*** Block opens ***

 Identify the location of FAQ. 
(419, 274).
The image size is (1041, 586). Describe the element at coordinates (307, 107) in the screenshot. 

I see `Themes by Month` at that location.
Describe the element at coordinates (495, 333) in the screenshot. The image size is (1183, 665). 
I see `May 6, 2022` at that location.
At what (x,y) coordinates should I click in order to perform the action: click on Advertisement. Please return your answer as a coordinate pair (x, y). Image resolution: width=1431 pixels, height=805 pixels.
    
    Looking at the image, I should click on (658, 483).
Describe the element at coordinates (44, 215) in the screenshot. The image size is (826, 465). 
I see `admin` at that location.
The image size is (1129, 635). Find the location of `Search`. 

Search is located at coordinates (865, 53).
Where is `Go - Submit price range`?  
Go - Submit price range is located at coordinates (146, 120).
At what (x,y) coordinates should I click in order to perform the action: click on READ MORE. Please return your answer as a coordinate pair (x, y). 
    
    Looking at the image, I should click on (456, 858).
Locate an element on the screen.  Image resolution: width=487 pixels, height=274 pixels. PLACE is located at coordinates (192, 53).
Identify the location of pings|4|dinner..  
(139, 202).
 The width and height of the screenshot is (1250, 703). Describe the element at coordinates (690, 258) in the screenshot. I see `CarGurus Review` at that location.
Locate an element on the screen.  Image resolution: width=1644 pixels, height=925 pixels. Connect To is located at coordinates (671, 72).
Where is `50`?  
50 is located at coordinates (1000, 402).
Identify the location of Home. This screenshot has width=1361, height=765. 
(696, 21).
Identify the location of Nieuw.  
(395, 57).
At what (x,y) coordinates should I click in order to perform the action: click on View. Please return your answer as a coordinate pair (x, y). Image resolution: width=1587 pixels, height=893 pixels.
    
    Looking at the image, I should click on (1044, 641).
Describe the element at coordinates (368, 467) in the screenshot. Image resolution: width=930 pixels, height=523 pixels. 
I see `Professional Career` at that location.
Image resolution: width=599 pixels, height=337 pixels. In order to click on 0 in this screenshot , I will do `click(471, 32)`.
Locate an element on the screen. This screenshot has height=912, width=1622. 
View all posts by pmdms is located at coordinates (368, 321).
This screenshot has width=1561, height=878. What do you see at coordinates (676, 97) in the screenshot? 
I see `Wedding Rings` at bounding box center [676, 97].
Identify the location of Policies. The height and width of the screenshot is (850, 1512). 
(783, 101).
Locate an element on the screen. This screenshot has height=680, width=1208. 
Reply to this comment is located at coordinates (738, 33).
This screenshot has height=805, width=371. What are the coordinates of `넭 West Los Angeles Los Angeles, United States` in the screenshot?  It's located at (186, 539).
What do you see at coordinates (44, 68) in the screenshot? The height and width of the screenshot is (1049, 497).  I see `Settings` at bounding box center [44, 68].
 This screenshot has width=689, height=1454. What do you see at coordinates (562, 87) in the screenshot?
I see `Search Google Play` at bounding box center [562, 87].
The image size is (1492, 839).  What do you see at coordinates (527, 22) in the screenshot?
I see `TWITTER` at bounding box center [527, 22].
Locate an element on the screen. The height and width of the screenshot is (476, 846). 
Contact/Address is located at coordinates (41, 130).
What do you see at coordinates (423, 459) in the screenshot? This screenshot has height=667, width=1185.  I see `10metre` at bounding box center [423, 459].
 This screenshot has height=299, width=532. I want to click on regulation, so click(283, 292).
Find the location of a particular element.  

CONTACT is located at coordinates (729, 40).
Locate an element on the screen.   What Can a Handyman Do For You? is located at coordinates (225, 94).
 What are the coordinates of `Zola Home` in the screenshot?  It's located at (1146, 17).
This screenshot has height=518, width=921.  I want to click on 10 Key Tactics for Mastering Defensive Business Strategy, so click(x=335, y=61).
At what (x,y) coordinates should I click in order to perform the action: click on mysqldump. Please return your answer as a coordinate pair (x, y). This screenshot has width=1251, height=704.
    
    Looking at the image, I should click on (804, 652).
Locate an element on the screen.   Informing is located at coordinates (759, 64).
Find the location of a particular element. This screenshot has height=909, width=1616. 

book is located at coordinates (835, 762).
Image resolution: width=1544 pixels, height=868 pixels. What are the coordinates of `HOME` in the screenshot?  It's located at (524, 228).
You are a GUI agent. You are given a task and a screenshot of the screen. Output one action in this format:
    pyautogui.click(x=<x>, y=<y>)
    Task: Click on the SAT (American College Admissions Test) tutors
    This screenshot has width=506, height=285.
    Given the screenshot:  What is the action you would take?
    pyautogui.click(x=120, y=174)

*** Block closes ***

The expected response is the full set of records, reproduced exactly.

 Identify the location of FAQ. 
(419, 274).
The image size is (1041, 586). Describe the element at coordinates (307, 107) in the screenshot. 

I see `Themes by Month` at that location.
Describe the element at coordinates (495, 333) in the screenshot. The image size is (1183, 665). 
I see `May 6, 2022` at that location.
At what (x,y) coordinates should I click in order to perform the action: click on Advertisement. Please return your answer as a coordinate pair (x, y). Image resolution: width=1431 pixels, height=805 pixels.
    
    Looking at the image, I should click on (658, 483).
Describe the element at coordinates (44, 215) in the screenshot. The image size is (826, 465). 
I see `admin` at that location.
The image size is (1129, 635). Find the location of `Search`. 

Search is located at coordinates (865, 53).
Where is `Go - Submit price range`?  
Go - Submit price range is located at coordinates (146, 120).
At what (x,y) coordinates should I click in order to perform the action: click on READ MORE. Please return your answer as a coordinate pair (x, y). 
    
    Looking at the image, I should click on (456, 858).
Locate an element on the screen.  Image resolution: width=487 pixels, height=274 pixels. PLACE is located at coordinates (192, 53).
Identify the location of pings|4|dinner..  
(139, 202).
 The width and height of the screenshot is (1250, 703). Describe the element at coordinates (690, 258) in the screenshot. I see `CarGurus Review` at that location.
Locate an element on the screen.  Image resolution: width=1644 pixels, height=925 pixels. Connect To is located at coordinates (671, 72).
Where is `50`?  
50 is located at coordinates (1000, 402).
Identify the location of Home. This screenshot has width=1361, height=765. 
(696, 21).
Identify the location of Nieuw.  
(395, 57).
At what (x,y) coordinates should I click in order to perform the action: click on View. Please return your answer as a coordinate pair (x, y). Image resolution: width=1587 pixels, height=893 pixels.
    
    Looking at the image, I should click on (1044, 641).
Describe the element at coordinates (368, 467) in the screenshot. Image resolution: width=930 pixels, height=523 pixels. 
I see `Professional Career` at that location.
Image resolution: width=599 pixels, height=337 pixels. In order to click on 0 in this screenshot , I will do `click(471, 32)`.
Locate an element on the screen. This screenshot has height=912, width=1622. 
View all posts by pmdms is located at coordinates (368, 321).
This screenshot has width=1561, height=878. What do you see at coordinates (676, 97) in the screenshot? 
I see `Wedding Rings` at bounding box center [676, 97].
Identify the location of Policies. The height and width of the screenshot is (850, 1512). 
(783, 101).
Locate an element on the screen. This screenshot has height=680, width=1208. 
Reply to this comment is located at coordinates (738, 33).
This screenshot has height=805, width=371. What are the coordinates of `넭 West Los Angeles Los Angeles, United States` in the screenshot?  It's located at (186, 539).
What do you see at coordinates (44, 68) in the screenshot? The height and width of the screenshot is (1049, 497).  I see `Settings` at bounding box center [44, 68].
 This screenshot has width=689, height=1454. What do you see at coordinates (562, 87) in the screenshot?
I see `Search Google Play` at bounding box center [562, 87].
The image size is (1492, 839).  What do you see at coordinates (527, 22) in the screenshot?
I see `TWITTER` at bounding box center [527, 22].
Locate an element on the screen. The height and width of the screenshot is (476, 846). 
Contact/Address is located at coordinates (41, 130).
What do you see at coordinates (423, 459) in the screenshot? This screenshot has height=667, width=1185.  I see `10metre` at bounding box center [423, 459].
 This screenshot has height=299, width=532. I want to click on regulation, so click(283, 292).
Find the location of a particular element.  

CONTACT is located at coordinates (729, 40).
Locate an element on the screen.   What Can a Handyman Do For You? is located at coordinates (225, 94).
 What are the coordinates of `Zola Home` in the screenshot?  It's located at (1146, 17).
This screenshot has height=518, width=921.  I want to click on 10 Key Tactics for Mastering Defensive Business Strategy, so click(x=335, y=61).
At what (x,y) coordinates should I click in order to perform the action: click on mysqldump. Please return your answer as a coordinate pair (x, y). This screenshot has width=1251, height=704.
    
    Looking at the image, I should click on (804, 652).
Locate an element on the screen.   Informing is located at coordinates (759, 64).
Find the location of a particular element. This screenshot has height=909, width=1616. 

book is located at coordinates (835, 762).
Image resolution: width=1544 pixels, height=868 pixels. What are the coordinates of `HOME` in the screenshot?  It's located at (524, 228).
You are a GUI agent. You are given a task and a screenshot of the screen. Output one action in this format:
    pyautogui.click(x=<x>, y=<y>)
    Task: Click on the SAT (American College Admissions Test) tutors
    This screenshot has width=506, height=285.
    Given the screenshot:  What is the action you would take?
    pyautogui.click(x=120, y=174)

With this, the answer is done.